The feminist movement at its best strives to recognize the mosaic of our lives. And my role as an activist is to support the most marginalized and vulnerable among us to ensure they have access to the tools, knowledge and resources to make the best decisions they can for themselves.

But Kate Bryant doesn’t see this. She writes, “We are the women who consider ourselves feminists, but also have respect for all human life from conception.” There’s quite an assumption embedded in that sentence— that feminists are people who have no respect for human life.

I’m a loving, compassionate, intelligent human being. I am a mother of two young adults (15 years old and 18 years old). I had a miscarriage in between each of these pregnancies. My husband and I have been married for 21 years and I have many other roles I cherish: daughter, sister, friend, activist, professional communicator, and writer. I have devoted myself to working for justice and equity for all humans on this great globe and so have in fact devoted myself to “human life.”

People like Bryant may that human life is human life whether it’s a zygote, an embryo, a fetus, or a pregnant, 34-year-old mother of two children. But once your “belief in human life from conception” becomes a fight to impose your beliefs on all of society, and in particular on those people who are most impacted by injustice, that’s no longer a belief. No, then your belief becomes someone else’s chains. 

Close to half of all women in the United States will have an abortion in their lifetime. It’s a necessary medical procedure, according to the World Health Organization (WHO). The group notes that each year 7 million women are admitted to hospitals because of complications related to unsafe abortion. Unsafe abortion is the fourth leading cause of maternal mortality. It’s why the WHO calls unsafe abortion a “preventable pandemic.”

We know what works to ensure women greater autonomy over our own lives. It’s safe and legal abortion care. Access to contraception. And comprehensive sexuality education. Yet, the pro-life movement blocks these too.

I worked for a women’s health center, which also provided abortion care, for 7 years. We provided abortion care to women who considered themselves pro-life. We cared for young people, older people, mothers, women who were poor and women who were wealthy. We offered care to women who were raped, women whose birth control failed, and immigrant women who had nowhere else to go. This is the truth of women’s lives and bodies. We are not political messaging. We are human beings.

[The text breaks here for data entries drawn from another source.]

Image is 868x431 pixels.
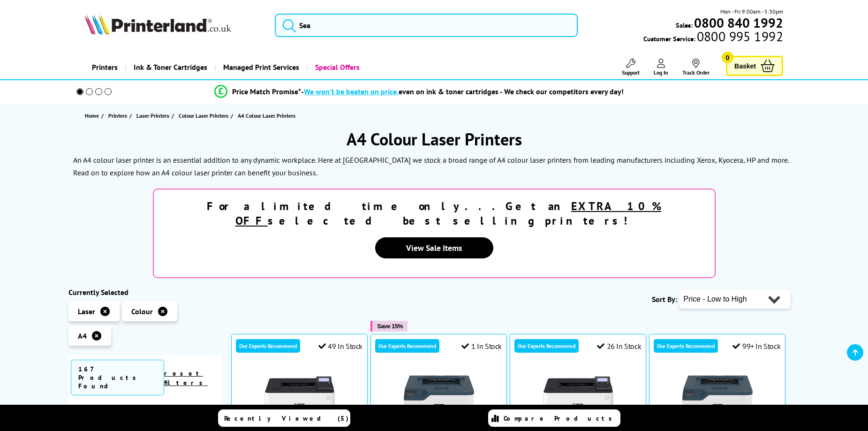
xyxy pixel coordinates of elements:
span: Laser [78,307,95,316]
div: - even on ink & toner cartridges - We check our competitors every day! [301,87,623,96]
h1: A4 Colour Laser Printers [69,128,800,150]
span: Laser Printers [136,111,170,120]
a: Basket 0 [726,56,783,76]
span: 167 Products Found [71,359,165,396]
span: Support [622,69,639,76]
span: Mon - Fri 9:00am - 5:30pm [720,7,783,16]
div: 1 In Stock [461,341,502,351]
a: Ink & Toner Cartridges [124,56,214,79]
img: Printerland Logo [85,14,231,35]
p: An A4 colour laser printer is an essential addition to any dynamic workplace. Here at [GEOGRAPHIC... [73,155,789,177]
span: Save 15% [377,323,403,330]
span: Colour [131,307,153,316]
span: Basket [735,60,756,72]
span: 0800 995 1992 [696,32,783,41]
span: A4 Colour Laser Printers [238,112,295,119]
div: Currently Selected [69,288,222,297]
div: Our Experts Recommend [236,339,300,352]
a: Colour Laser Printers [179,111,231,120]
span: Ink & Toner Cartridges [133,56,207,79]
b: 0800 840 1992 [694,14,783,31]
a: View Sale Items [375,237,493,259]
a: 0800 840 1992 [692,18,783,27]
div: Our Experts Recommend [514,339,579,352]
a: Laser Printers [136,111,172,120]
a: Recently Viewed (5) [218,409,350,427]
span: Colour Laser Printers [179,111,229,120]
button: Save 15% [370,320,407,332]
div: 26 In Stock [597,341,641,351]
span: Sales: [675,21,692,30]
a: Track Order [682,58,710,76]
a: reset filters [164,369,208,387]
a: Log In [653,58,668,76]
div: 99+ In Stock [732,341,780,351]
a: Support [622,58,639,76]
div: Our Experts Recommend [653,339,718,352]
span: Price Match Promise* [232,87,301,96]
span: Sort By: [652,295,677,304]
a: Printers [85,56,124,79]
div: Our Experts Recommend [375,339,439,352]
span: Customer Service: [644,32,783,43]
span: We won’t be beaten on price, [304,87,398,96]
a: Printers [108,111,129,120]
a: Special Offers [306,56,367,79]
strong: For a limited time only...Get an selected best selling printers! [207,199,661,228]
span: 0 [721,51,733,63]
u: EXTRA 10% OFF [236,199,662,228]
span: Printers [108,111,127,120]
a: Managed Print Services [214,56,306,79]
span: Log In [653,69,668,76]
span: Recently Viewed (5) [224,414,349,423]
a: Home [85,111,101,120]
span: Compare Products [504,414,617,423]
a: Printerland Logo [85,14,263,37]
input: Sea [275,14,578,37]
div: 49 In Stock [318,341,363,351]
li: modal_Promise [64,83,775,100]
a: Compare Products [488,409,621,427]
span: A4 [78,331,87,341]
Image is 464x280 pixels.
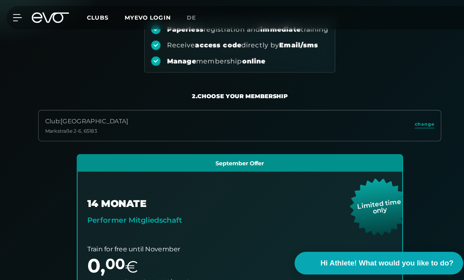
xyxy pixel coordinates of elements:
[285,244,448,266] button: Hi Athlete! What would you like to do?
[401,118,420,127] a: change
[121,14,165,21] a: MYEVO LOGIN
[181,13,199,22] a: de
[270,41,308,48] strong: Email/sms
[310,250,439,261] span: Hi Athlete! What would you like to do?
[44,114,124,123] div: Club : [GEOGRAPHIC_DATA]
[84,14,105,21] span: Clubs
[189,41,233,48] strong: access code
[84,14,121,21] a: Clubs
[162,56,257,64] div: membership
[44,125,124,131] div: Markstraße 2-6 , 65183
[181,14,190,21] span: de
[162,56,190,64] strong: Manage
[162,40,308,49] div: Receive directly by
[401,118,420,125] span: change
[186,90,278,98] div: 2. Choose your membership
[234,56,257,64] strong: online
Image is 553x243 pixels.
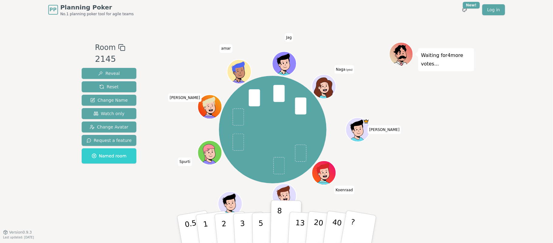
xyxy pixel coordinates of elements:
span: Click to change your name [178,157,192,166]
span: Named room [92,153,127,159]
span: Click to change your name [368,125,401,134]
span: Click to change your name [334,185,355,194]
button: Change Name [82,95,137,105]
p: Waiting for 4 more votes... [422,51,471,68]
button: New! [460,4,470,15]
span: (you) [346,68,353,71]
span: Click to change your name [220,44,232,53]
button: Click to change your avatar [313,75,336,98]
span: Change Name [90,97,128,103]
button: Watch only [82,108,137,119]
span: PP [50,6,57,13]
button: Version0.9.3 [3,229,32,234]
span: Click to change your name [335,65,354,74]
button: Request a feature [82,135,137,146]
span: Request a feature [87,137,132,143]
span: Reveal [98,70,120,76]
span: Click to change your name [285,33,294,42]
button: Reset [82,81,137,92]
span: Watch only [94,110,125,116]
span: Chris is the host [363,118,370,124]
span: Reset [99,84,119,90]
button: Reveal [82,68,137,79]
span: Planning Poker [60,3,134,12]
span: Last updated: [DATE] [3,235,34,239]
a: Log in [483,4,505,15]
button: Change Avatar [82,121,137,132]
span: Room [95,42,116,53]
a: PPPlanning PokerNo.1 planning poker tool for agile teams [48,3,134,16]
span: Change Avatar [90,124,129,130]
div: 2145 [95,53,126,65]
span: Version 0.9.3 [9,229,32,234]
span: No.1 planning poker tool for agile teams [60,12,134,16]
span: Click to change your name [168,93,202,102]
p: 8 [277,206,282,239]
button: Named room [82,148,137,163]
div: New! [463,2,480,9]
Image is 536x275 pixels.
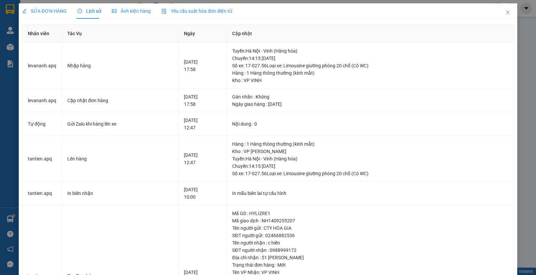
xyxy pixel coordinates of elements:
[232,93,509,101] div: Gán nhãn : Không
[67,97,173,104] div: Cập nhật đơn hàng
[162,8,232,14] span: Yêu cầu xuất hóa đơn điện tử
[22,8,67,14] span: SỬA ĐƠN HÀNG
[22,43,62,89] td: levananh.apq
[179,24,227,43] th: Ngày
[77,8,101,14] span: Lịch sử
[62,24,179,43] th: Tác Vụ
[184,117,221,131] div: [DATE] 12:47
[232,148,509,155] div: Kho : VP [PERSON_NAME]
[112,8,151,14] span: Ảnh kiện hàng
[232,210,509,217] div: Mã GD : HYLIZRE1
[232,69,509,77] div: Hàng : 1 Hàng thông thường (kính mắt)
[232,217,509,225] div: Mã giao dịch : NH1409255207
[232,47,509,69] div: Tuyến : Hà Nội - Vinh (Hàng hóa) Chuyến: 14:15 [DATE] Số xe: 17-027.56 Loại xe: Limousine giường ...
[227,24,514,43] th: Cập nhật
[184,93,221,108] div: [DATE] 17:58
[232,232,509,239] div: SĐT người gửi : 02466882536
[232,77,509,84] div: Kho : VP VINH
[22,89,62,113] td: levananh.apq
[184,58,221,73] div: [DATE] 17:58
[112,9,117,13] span: picture
[506,10,511,15] span: close
[162,9,167,14] img: icon
[232,101,509,108] div: Ngày giao hàng : [DATE]
[184,152,221,166] div: [DATE] 12:47
[232,155,509,177] div: Tuyến : Hà Nội - Vinh (Hàng hóa) Chuyến: 14:15 [DATE] Số xe: 17-027.56 Loại xe: Limousine giường ...
[232,190,509,197] div: In mẫu biên lai tự cấu hình
[232,254,509,262] div: Địa chỉ nhận : 51 [PERSON_NAME]
[22,182,62,206] td: tantien.apq
[232,262,509,269] div: Trạng thái đơn hàng : Mới
[67,120,173,128] div: Gửi Zalo khi hàng lên xe
[67,155,173,163] div: Lên hàng
[77,9,82,13] span: clock-circle
[184,186,221,201] div: [DATE] 10:00
[22,136,62,182] td: tantien.apq
[22,9,27,13] span: edit
[232,225,509,232] div: Tên người gửi : CTY HÒA GIA
[67,190,173,197] div: In biên nhận
[22,112,62,136] td: Tự động
[232,239,509,247] div: Tên người nhận : c hiền
[232,140,509,148] div: Hàng : 1 Hàng thông thường (kính mắt)
[22,24,62,43] th: Nhân viên
[499,3,518,22] button: Close
[67,62,173,69] div: Nhập hàng
[232,247,509,254] div: SĐT người nhận : 0988999172
[232,120,509,128] div: Nội dung : 0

Someone’s desire to participate in a major march does not trump anther woman’s right to be able to make decisions for herself. She writes, “I can only imagine how much more powerful women could be if we stood together and supported one another instead of spending time attacking one another.” I couldn’t agree more. Kate, when you’re ready to embrace the decisions women make for themselves and to put aside your own “belief” that none of them deserved the right to care for themselves in that moment—only then we can stand together in unity and in strength.